When Chinese scientists added human genes to monkeys, they hoped to better understand how human brains develop. In so doing, they sparked an ethical debate on research that some believe would blur the line between humans and animals.

Scientists behind the new research, published March 27 in the journal National Science Review, claim that genetically modified monkeys can advance our understanding of brain development, which could lead to new treatments for cancer. Autism and other developmental disorders.

Critics of the research – including a scientist who contributed to it – called the project an offense, arguing that scientific gains did not warrant the creation of monkeys that could end up with a more human intelligence.

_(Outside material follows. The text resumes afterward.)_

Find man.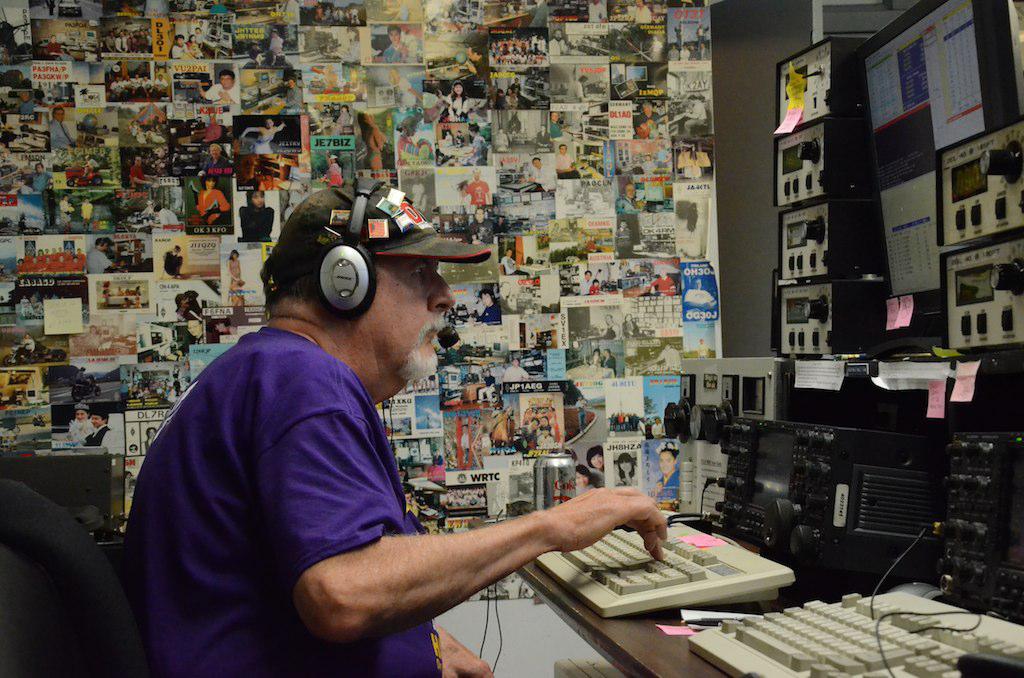
(548, 111, 569, 136).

"My personal opinion is now that, from an ethical point of view, such research should not actually be conducted," Martin Styner, computer scientist at the University of North Carolina, Chapel Hill, who was doing part of the research team of scientists, told NBC News MACH in an email.

Still others say that, ethical pitfalls and all, genetically modified monkeys are our best hope of revealing the secrets of the brain and its disorders.

The conflict illustrates what Jessica Mayhew, director of the Primate Behavior and Ecology Program at Central Washington University in Ellensburg, calls the "ethical quagmire" of animal testing.

A simple question

The research was born of a simple question: how does our DNA have the model of the powerful brains of man? The scientists, based at the Kunming Institute of Zoology at the Chinese Academy of Sciences, wanted to understand the role of the MCPH1 gene in the development of the human brain.

Babies with defective copies of the gene are often born with unusually small heads, a condition called microcephaly. And since the human and monkey versions of MCPH1 are slightly different, scientists believe that the gene may be partly responsible for the high intelligence of humans.